What followed was a strike by now-isolated thirteen union locals at the Morenci mine, and union workers in Ajo. Events climaxed on August 8, 1983, after Phelps Dodge reopened the mine with replacement scab labor, and thousands of strikers in Morenci blocked the gates to the mine.8 Reportedly to avert violence, Governor Babbitt traveled to Clifton and Morenci to force parties to the table to negotiate. A ten-day cooling-off period was agreed upon, during which time Phelps Dodge was to suspend operations. The workers were encouraged, and it was not until the morning of August 19 that they realized that they had been betrayed. The ten-day period had been used to organize the military intervention by way of 350 National Guard troops and 425 Arizona Department of Public Safety (DPS) troopers, who made their way up the hill in a convoy on that day. They set up camp outside the company gate while a team of 160 SWAT sharpshooters were also positioned in the hills outside the gates. Supporting this intervention was a restraining order signed by Judge John L. Claborne, which made it impossible for strikers to set up a picket line at the company gate.
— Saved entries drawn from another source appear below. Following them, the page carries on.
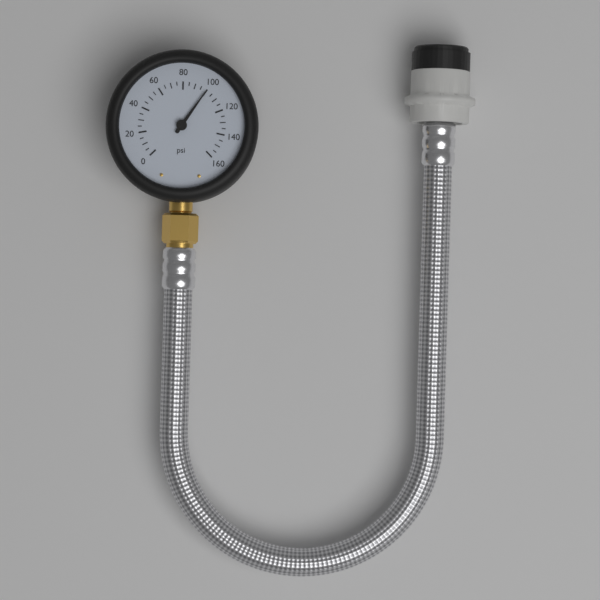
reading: 100 psi
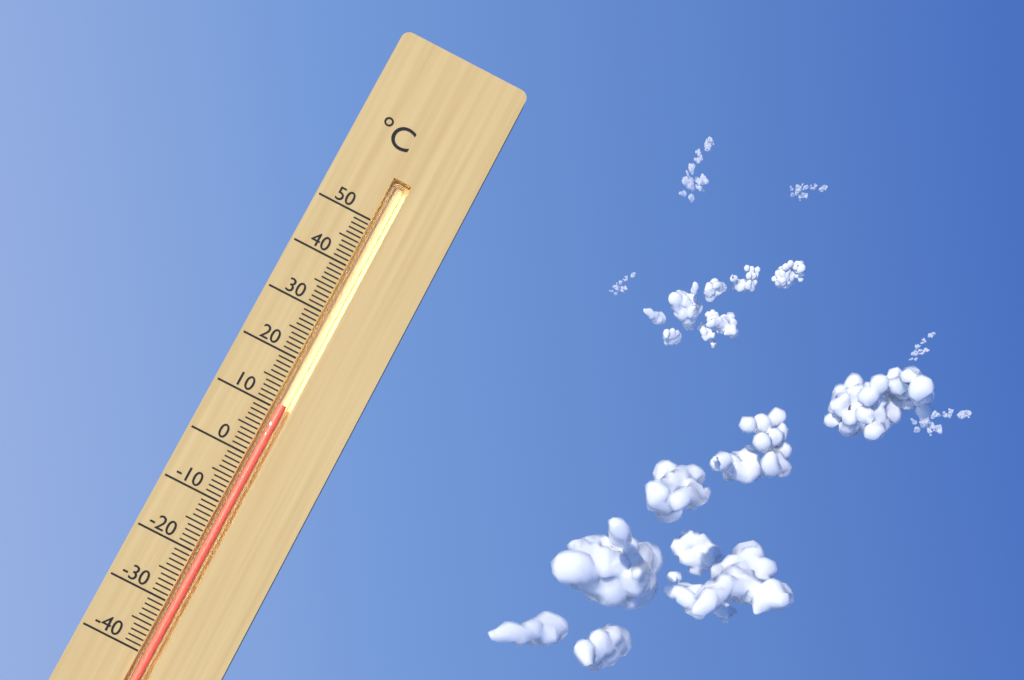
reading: 11 °C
Six months later, union negotiators again sat across from company officials to offer concessions only to find that Phelps Dodge had increased its demands. By this time, it was clear that it was more than a patterned agreement process that the company wanted to end. The strike’s conclusion in 1986 bore this out: It marked the defeat of thirteen union locals made up of over 2,400 workers. Rosenblum documents that at the peak of the labor dispute, about 4,250 residents, about half of whom were of Mexican descent, inhabited the incorporated town of Clifton. Another 2,300 lived four miles north in Phelps Dodge-owned housing. The end of the labor dispute also brought about the near collapse of the communities that surrounded the most profitable copper-producing company in the nation, with $110 million in profits in 1980, and the end of an era.
Anna Ochoa O’Leary is an Associate Professor, Head of Mexican American Studies, and Co-Director of the Binational Migration Institute at the University of Arizona. She received her Ph.D. in Cultural Anthropology from the University of Arizona. Her dissertation research, supported by a National Science Foundation dissertation improvement award, examined how Mexican-origin households invested in the education of its members, and women in particular. Dr. O’Leary’s current research focuses on immigration policy, the U.S.-Mexico border, gender issues, and the culture and urban politics of Mexican American and Mexican-origin populations in the United States.
Forthcoming this fall, Mexican Workers and the Making of Arizona expands our understanding of the critical role played by Mexican and Mexican American laborers in making Arizona a prominent and influential state in the Southwest and beyond.